Another three-way coalition would likely be much more

unwieldy, hampering Germany's ability to show clear leadership.

Chancellor Scholz's Social Democrats (SPD) tumbled to their

worst result since World War Two, with 16.5% of the vote share,

and Scholz conceding a "bitter" result, according to the ZDF

projection, while the Greens were on 11.8%.

Strong support particularly from younger voters pushed the

far-left Die Linke party to 8.7% of the vote.

The pro-market Free Democrats (FDP) and newcomer Sahra

Wagenknecht Alliance (BSW) party hovered around the 5% threshold

to enter parliament.

"A three-party coalition runs the risk of more muddling

through and more stagnation unless all parties involved realise

that this is the last chance to bring change and to prevent the

AfD from getting stronger," said Carsten Brzeski, global head of

macro at banking group ING.

"As long as the new government does not bring

significant change, foreign investments will also be held back,

weakening Germany's economic outlook."

Voter turnout at 83% was the highest since before

reunification in 1990, according to exit polls.
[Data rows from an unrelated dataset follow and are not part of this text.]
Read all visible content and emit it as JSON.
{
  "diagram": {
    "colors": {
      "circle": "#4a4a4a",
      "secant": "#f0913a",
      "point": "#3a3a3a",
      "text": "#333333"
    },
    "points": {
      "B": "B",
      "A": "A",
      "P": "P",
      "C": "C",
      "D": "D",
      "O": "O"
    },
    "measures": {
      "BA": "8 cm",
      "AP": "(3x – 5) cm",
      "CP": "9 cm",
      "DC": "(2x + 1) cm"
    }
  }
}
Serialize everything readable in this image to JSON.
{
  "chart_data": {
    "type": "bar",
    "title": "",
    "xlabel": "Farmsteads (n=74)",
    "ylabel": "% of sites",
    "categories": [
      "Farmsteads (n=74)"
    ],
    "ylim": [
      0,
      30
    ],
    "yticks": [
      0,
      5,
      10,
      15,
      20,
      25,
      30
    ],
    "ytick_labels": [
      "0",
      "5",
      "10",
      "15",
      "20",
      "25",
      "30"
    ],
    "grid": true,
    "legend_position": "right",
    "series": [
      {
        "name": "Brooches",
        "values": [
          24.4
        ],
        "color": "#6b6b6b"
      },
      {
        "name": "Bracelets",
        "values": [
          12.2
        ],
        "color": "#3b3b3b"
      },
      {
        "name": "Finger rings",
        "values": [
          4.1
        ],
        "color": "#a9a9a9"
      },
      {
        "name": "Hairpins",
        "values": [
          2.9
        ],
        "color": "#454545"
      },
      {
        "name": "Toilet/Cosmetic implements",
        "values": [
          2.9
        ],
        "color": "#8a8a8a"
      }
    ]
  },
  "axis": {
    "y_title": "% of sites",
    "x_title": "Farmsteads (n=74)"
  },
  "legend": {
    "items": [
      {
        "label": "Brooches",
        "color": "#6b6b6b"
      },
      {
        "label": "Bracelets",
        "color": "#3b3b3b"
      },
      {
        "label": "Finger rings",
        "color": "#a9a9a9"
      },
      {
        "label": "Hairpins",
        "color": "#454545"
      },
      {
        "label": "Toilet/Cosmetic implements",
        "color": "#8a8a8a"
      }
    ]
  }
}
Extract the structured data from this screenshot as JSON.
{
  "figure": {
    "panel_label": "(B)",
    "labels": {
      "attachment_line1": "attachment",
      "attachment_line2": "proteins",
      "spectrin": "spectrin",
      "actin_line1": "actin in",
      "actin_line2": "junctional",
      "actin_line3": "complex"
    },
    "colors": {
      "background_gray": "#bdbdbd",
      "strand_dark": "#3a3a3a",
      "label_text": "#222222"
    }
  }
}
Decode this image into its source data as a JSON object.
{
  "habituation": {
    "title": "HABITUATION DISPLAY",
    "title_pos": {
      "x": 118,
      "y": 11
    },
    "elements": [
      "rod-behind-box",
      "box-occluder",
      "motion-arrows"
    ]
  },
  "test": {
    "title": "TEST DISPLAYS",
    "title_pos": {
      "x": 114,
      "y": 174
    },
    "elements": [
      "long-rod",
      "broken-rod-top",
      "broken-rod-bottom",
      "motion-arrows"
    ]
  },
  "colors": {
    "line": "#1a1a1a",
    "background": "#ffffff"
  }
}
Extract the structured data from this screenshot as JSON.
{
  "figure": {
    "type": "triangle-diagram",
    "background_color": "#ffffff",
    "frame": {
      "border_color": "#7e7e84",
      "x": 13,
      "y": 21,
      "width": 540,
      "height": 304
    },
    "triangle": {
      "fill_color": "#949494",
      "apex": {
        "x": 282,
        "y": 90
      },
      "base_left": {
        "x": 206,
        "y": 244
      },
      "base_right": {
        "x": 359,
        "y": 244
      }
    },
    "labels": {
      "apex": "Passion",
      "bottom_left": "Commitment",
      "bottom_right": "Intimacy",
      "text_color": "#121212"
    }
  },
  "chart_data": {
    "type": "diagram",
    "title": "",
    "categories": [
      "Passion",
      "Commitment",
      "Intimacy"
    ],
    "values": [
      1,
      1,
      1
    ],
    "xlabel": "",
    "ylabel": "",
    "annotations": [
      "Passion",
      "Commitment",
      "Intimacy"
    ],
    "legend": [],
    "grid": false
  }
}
Male voters

tended more towards the right, while female voters showed

stronger support for leftist parties.

CARETAKER SCHOLZ

A brash economic liberal who has shifted the conservatives

to the right, Merz is considered the antithesis of former

conservative Chancellor Angela Merkel, who led Germany for 16

years.

Merz conditionally supports equipping Ukraine with

longer-range Taurus missiles, a step Scholz's government shied

away from, and sees Europe as firmly anchored in NATO.

Sunday's election came after the collapse last November of

Scholz's coalition of his SPD, the Greens and pro-market FDP in

a row over budget spending.

Lengthy coalition talks could leave Scholz in a caretaker

role for months, delaying urgently needed policies to revive the

German economy after two consecutive years of contraction and as

companies struggle against global rivals.

A delay would also create a leadership vacuum in the heart

of Europe even as it deals with a host of challenges such as

Trump threatening a trade war and attempting to fast-track a

ceasefire deal for Ukraine without European involvement.